80. BERT — Google’s natural language processing model, impacting about 10% of queries.
81. Here is the definition for MUM — The Multitask Unified Model:
82. MUM (Multitask Unified Model)** — MUM is Google’s new AI model that is being developed as a next generation technology to help better understand natural language and improve search results.

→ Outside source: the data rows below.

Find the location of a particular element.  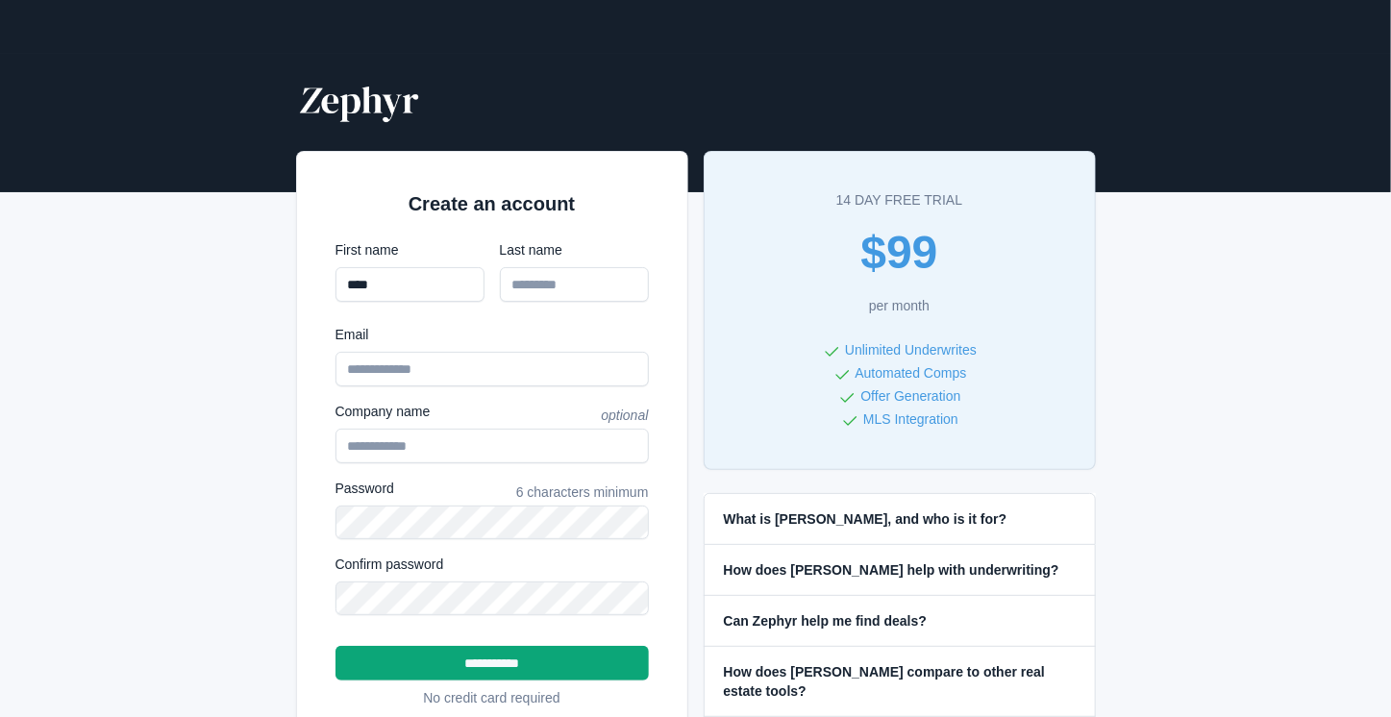

label: Email is located at coordinates (492, 335).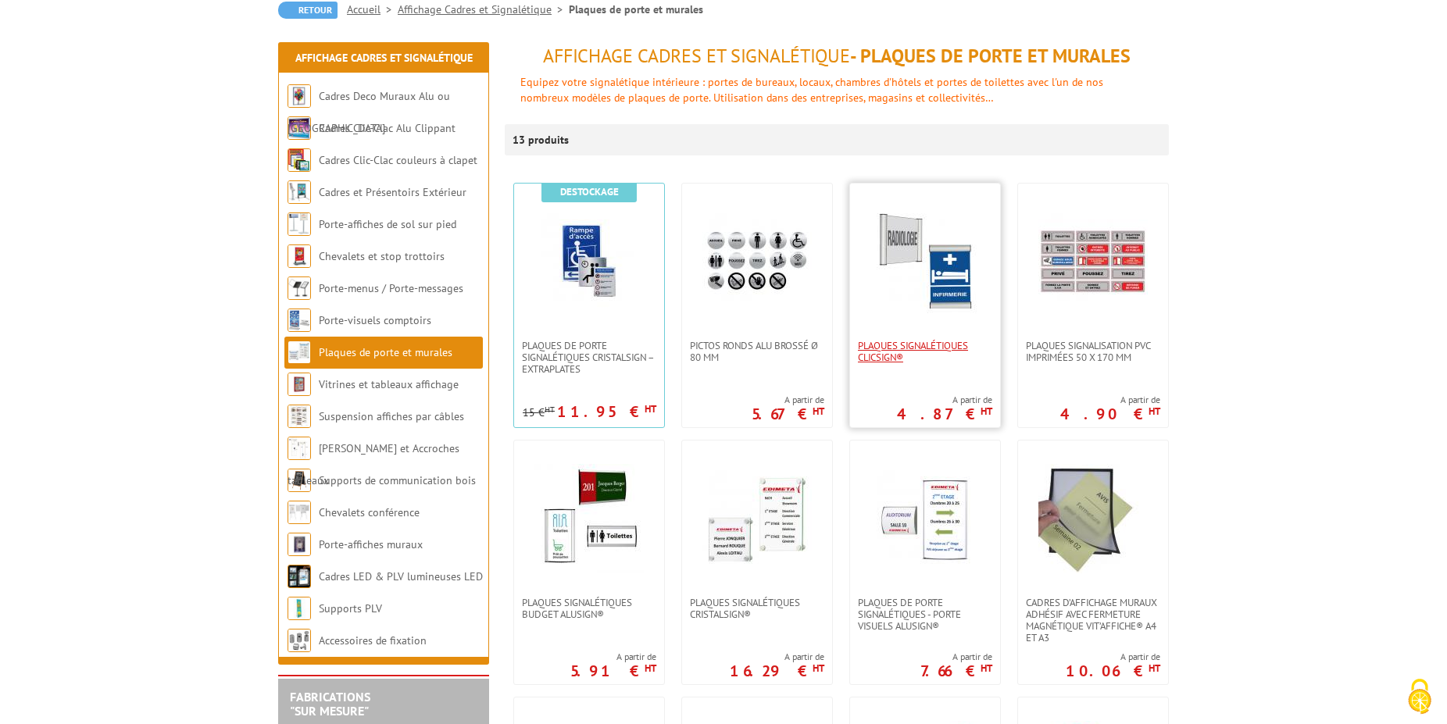 This screenshot has height=724, width=1447. Describe the element at coordinates (538, 412) in the screenshot. I see `p: 15 €` at that location.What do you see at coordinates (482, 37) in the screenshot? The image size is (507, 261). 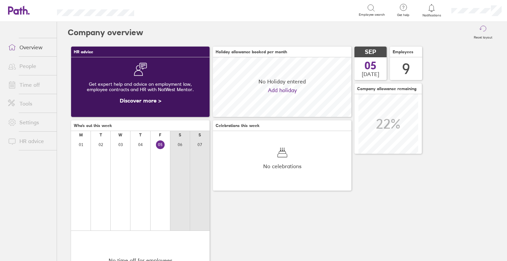 I see `label: Reset layout` at bounding box center [482, 37].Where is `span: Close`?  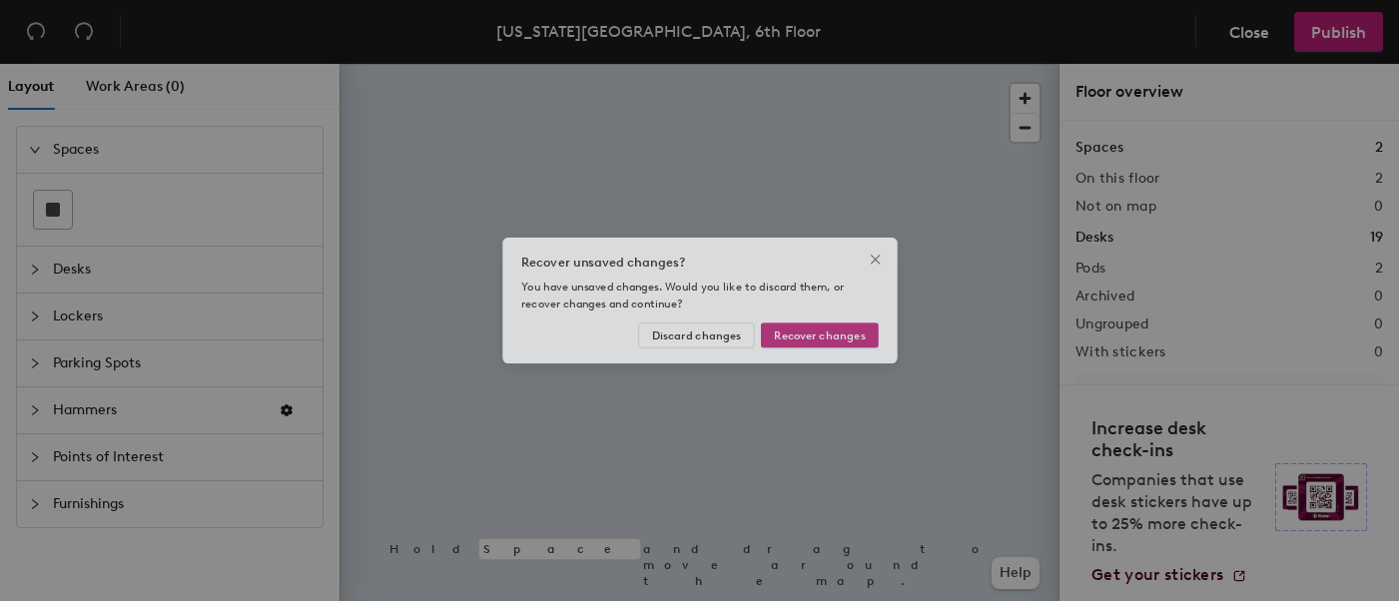 span: Close is located at coordinates (922, 249).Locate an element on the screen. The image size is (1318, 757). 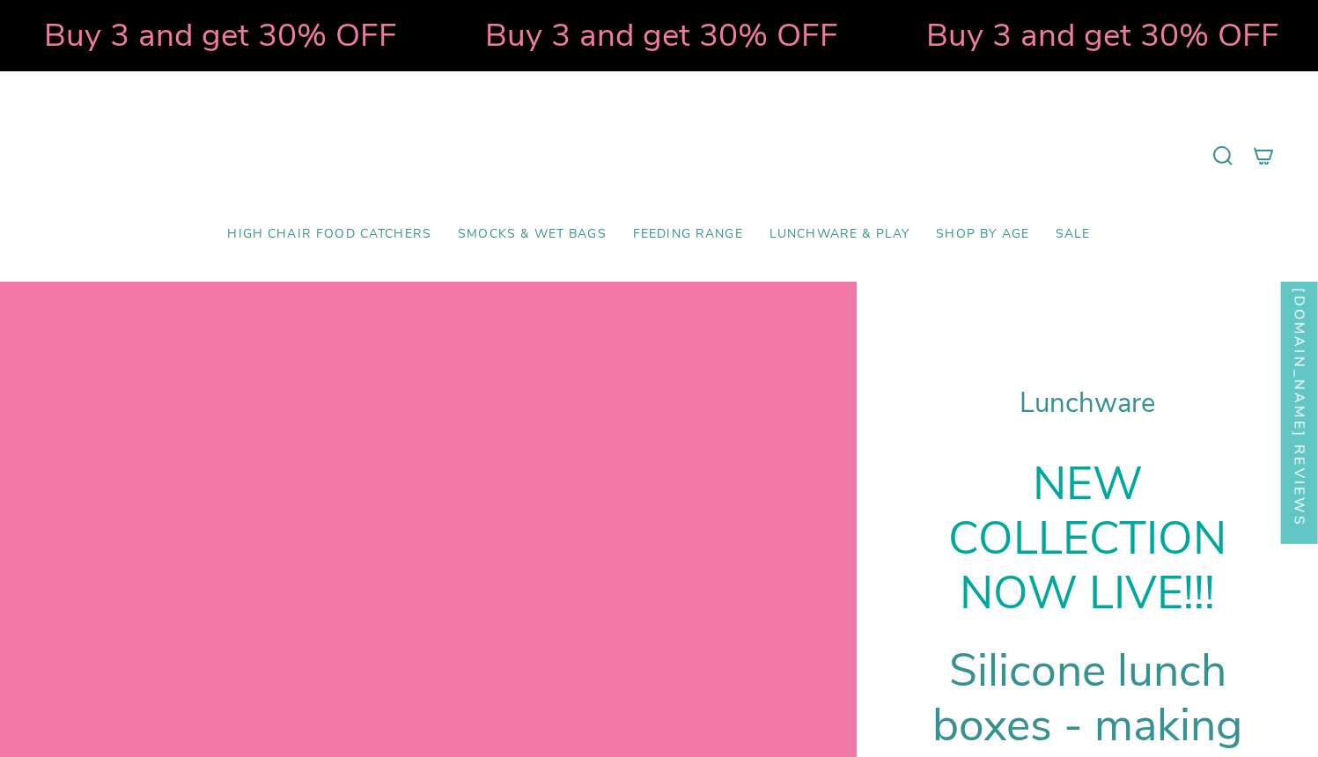
a: Smocks & Wet Bags is located at coordinates (532, 234).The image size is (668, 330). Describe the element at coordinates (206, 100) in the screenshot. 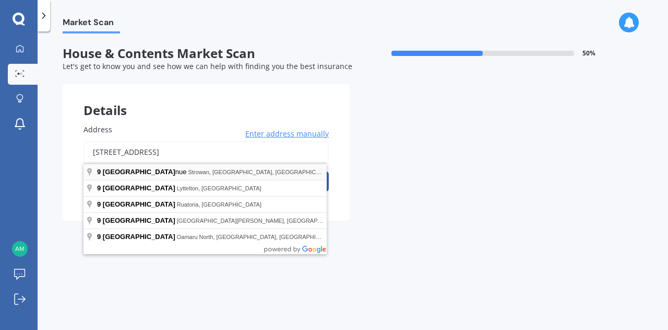

I see `div: Details` at that location.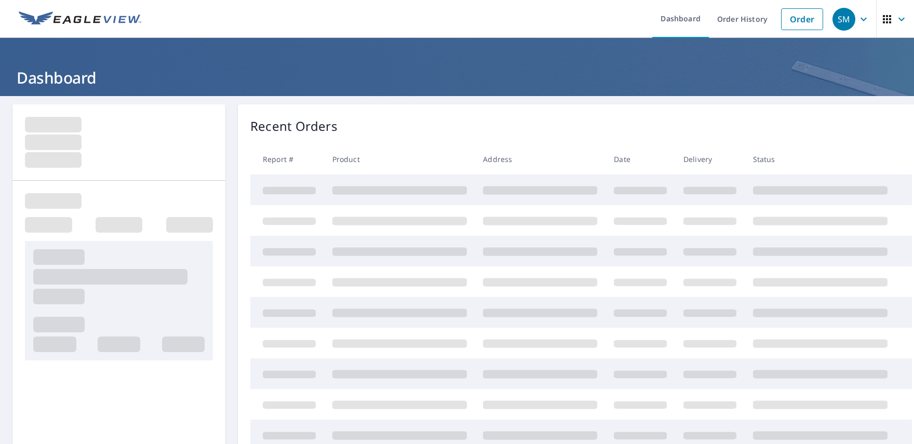 The height and width of the screenshot is (444, 914). What do you see at coordinates (540, 159) in the screenshot?
I see `th: Address` at bounding box center [540, 159].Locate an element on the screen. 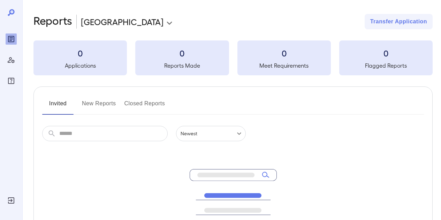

Some key things to know about MUM:
- It is a unified model that can multitask across many different applications like answering questions, analyzing insights in data, and generating content.
- It has advanced natural language processing capabilities to understand nuanced language, context, and multi-modal inputs like text, images, and video together.
- MUM aims to make searches more natural and conversational, picking up on context that current search engines may miss.
- It can transfer knowledge across tasks, providing more complete and insightful answers by combining information from different sources.
- MUM builds upon BERT’s language understanding, but handles multi-modal inputs and multitasks better.
- Google is aiming for MUM to not just find relevant information, but to also synthesize it, analyze it, and generate insights and content.
- It has potential applications in search, but also other Google products like Maps, Shopping, Photos, and even powering new AI-driven services.
So in summary, MUM represents Google’s big advancement into more intelligent AI systems that deeply understand information to provide better, more complete search results and capabilities across Google’s products and apps.
83. Crawl Depth — How many clicks away from the homepage search engines will crawl pages.
84. Crawl Error — Issues encountered by search engine crawlers when trying to access pages.
85. Crawl Rate — How frequently search engines crawl and re-crawl pages on a website.
86. E.E.A.T — Google’s concept of Experience, Expertise, Authoritativeness, and Trust as ranking factors.
87. Hreflang Tag — An attribute indicating what language and region a page is intended for.
88. Latent Dirichlet Allocation (LDA) — A technique for determining topics that web pages cover.
89. Negative SEO — Malicious tactics attempting to sabotage rankings of other websites.
90. Outbound Link — A link from one website pointing to another external website.
91. Penalty — A rankings demotion or removal in search results due to a policy violation.
92. Query Deserves Freshness (QDF) — A Google signal giving preference to newer, fresher content.
93. Site Migration — Moving from one website URL to a new domain.
Site Speed — How quickly pages on a website load, a user experience signal for rankings.
94. Black Hat SEO — Aggressive, deceptive tactics violating search engine guidelines.
95. White Hat SEO — Following search engines’ rules and best practices for optimization.
96. Grey Hat SEO — Tactics in a grey area between white hat and black hat methods.
97. Hidden Content — Any text or links visually obscured, considered deceptive by search engines.
98. Cloaking — Delivering different content to search engines than users see, a banned tactic.
99. Pogo-Sticking — When users quickly revisit search results after clicking a listing.
100. Barnacle SEO — Optimizing third-party content to rank for branded keywords.